Quadratic Function- Parabolas and Graphs Explained

What Is a Quadratic Function?

A quadratic function is any function that can be written in the form f(x) = ax² + bx + c, where a, b, and c are constants and a ≠ 0. The "²" symbol is what makes it quadratic — that squared term is the whole point.

The graph of a quadratic function is always a parabola. That's the U-shaped curve you've seen a thousand times. It opens either upward or downward depending on whether "a" is positive or negative.

That's it. That's the definition. Nothing complicated here.

The Anatomy of a Parabola

Every parabola has four main parts you need to know:

Opening Up vs. Opening Down

If a > 0, the parabola opens upward. The vertex is the minimum point. Think of a smile.

If a < 0, the parabola opens downward. The vertex is the maximum point. Think of a frown.

This matters more than most textbooks admit. It determines the range of the function and tells you whether you're looking for a maximum or minimum value.

Finding the Vertex Without Memorizing a Formula

Most students memorize the vertex formula: x = -b/(2a). You can do that. Or you can complete the square and see it directly from the standard form.

Let's say you have f(x) = 2x² - 8x + 3.

Complete the square:

The vertex is at (2, -5). The x-coordinate is 2 (from x - 2), and the y-coordinate is -5.

How to Graph a Quadratic Function

Here's the practical method. No guessing, no plotting 50 random points.

Step 1: Identify a, b, and c

From f(x) = ax² + bx + c, write down your coefficients immediately. For f(x) = x² - 6x + 8, you have a = 1, b = -6, c = 8.

Step 2: Find the vertex

Use x = -b/(2a) or complete the square. For our example: x = -(-6)/(2·1) = 3. Plug this back in: f(3) = 9 - 18 + 8 = -1. Vertex is at (3, -1).

Step 3: Find the y-intercept

This is easy. Just plug in x = 0. f(0) = 8. So (0, 8) is on your graph.

Step 4: Find the x-intercepts

Set f(x) = 0 and solve. x² - 6x + 8 = 0 factors to (x - 2)(x - 4) = 0. So x = 2 and x = 4. Your intercepts are at (2, 0) and (4, 0).

Step 5: Plot these points and draw the curve

You have: vertex (3, -1), y-intercept (0, 8), and x-intercepts (2, 0) and (4, 0). Plot them. Draw the axis of symmetry through x = 3. Sketch the U-shape through your points. Done.

That's 4-5 points to plot. Not 20. Not 50. Just these.

Standard Form vs. Vertex Form vs. Factored Form

Quadratic functions appear in three different forms. Each one tells you something different at a glance.

Form Equation What It Shows
Standard f(x) = ax² + bx + c y-intercept (c), general shape
Vertex f(x) = a(x - h)² + k Vertex at (h, k), easiest for graphing
Factored f(x) = a(x - r₁)(x - r₂) x-intercepts at r₁ and r₂

Convert between forms as needed. Factored form gives intercepts. Vertex form gives the extreme point. Standard form gives the y-intercept and lets you read off a, b, c for the vertex formula.

The Discriminant: What It Actually Tells You

The discriminant is b² - 4ac from the quadratic formula. It tells you how many x-intercepts exist:

That's all it does. It doesn't tell you where the intercepts are. It doesn't solve anything. It just counts them.

Common Mistakes That Will Cost You Points

Students mess this up in predictable ways:

Why This Matters

Quadratic functions show up everywhere. Physics uses them for projectile motion — the path of a ball thrown through the air is a parabola. Business uses them for profit maximization problems. Engineering uses them for structural curves and lens shapes.

Understanding the graph means understanding the behavior. The vertex tells you maximum or minimum values. The intercepts tell you where things start and stop. The shape tells you how something behaves as it increases or decreases.

You can't skip this and move to calculus pretending you get it. The fundamentals here support everything that follows.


WHAT THE TASK REQUIRES >> Write out the entries below exactly, from the first line to the one with "Task: Click on the div: 50", both ends included.

- - -

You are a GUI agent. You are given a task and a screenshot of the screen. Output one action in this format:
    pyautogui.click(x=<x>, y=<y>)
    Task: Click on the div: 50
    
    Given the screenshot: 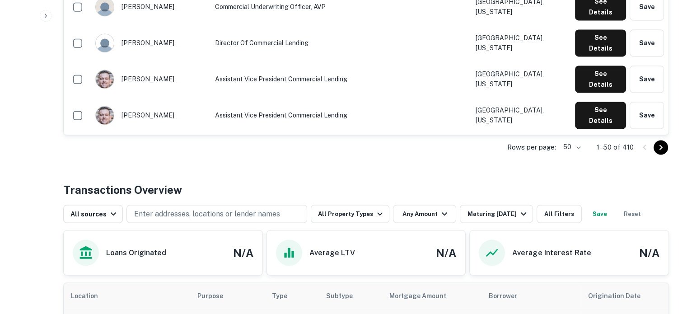 What is the action you would take?
    pyautogui.click(x=571, y=147)
    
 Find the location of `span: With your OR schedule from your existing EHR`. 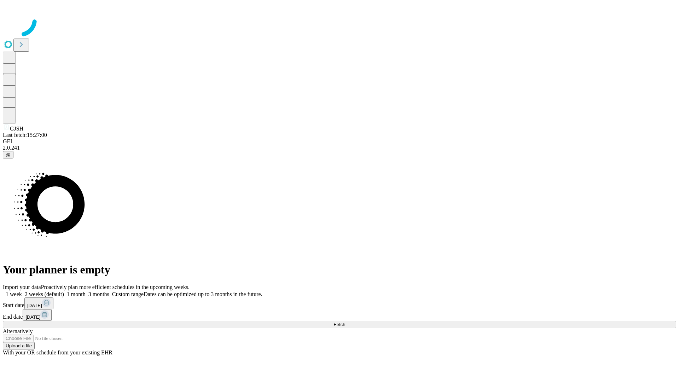

span: With your OR schedule from your existing EHR is located at coordinates (58, 352).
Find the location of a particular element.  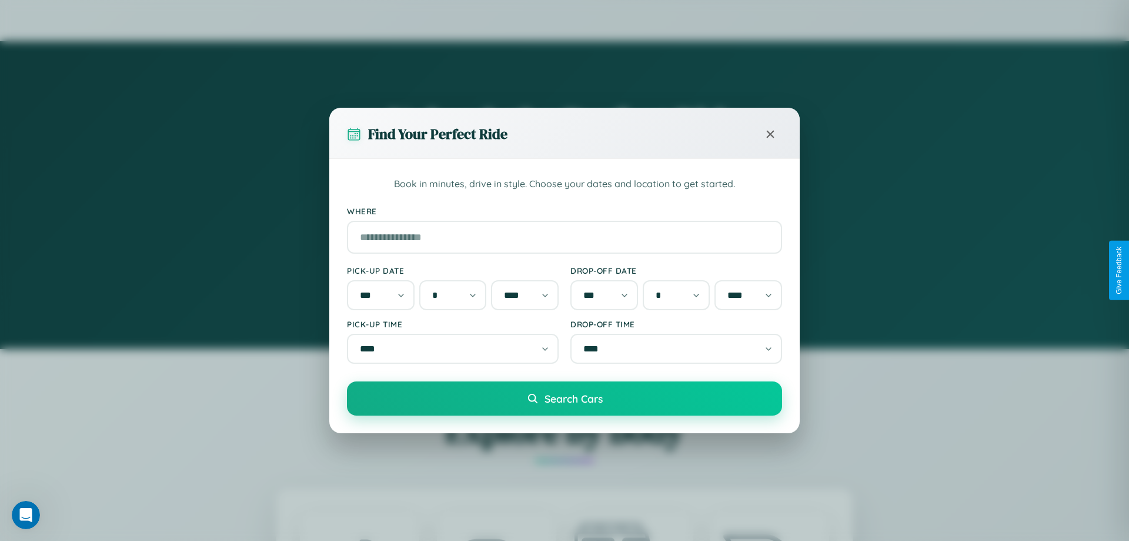

label: Drop-off Date is located at coordinates (676, 270).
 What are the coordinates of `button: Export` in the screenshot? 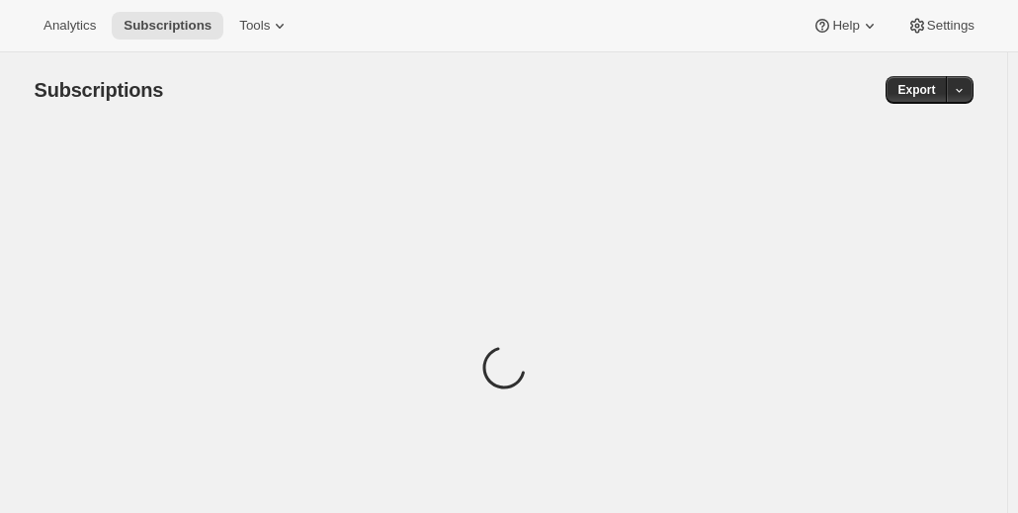 It's located at (916, 90).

- - -

ANSWER SPACE >>
You are a GUI agent. You are given a task and a screenshot of the screen. Output one action in this format:
    pyautogui.click(x=<x>, y=<y>)
    Task: Click on the div: 50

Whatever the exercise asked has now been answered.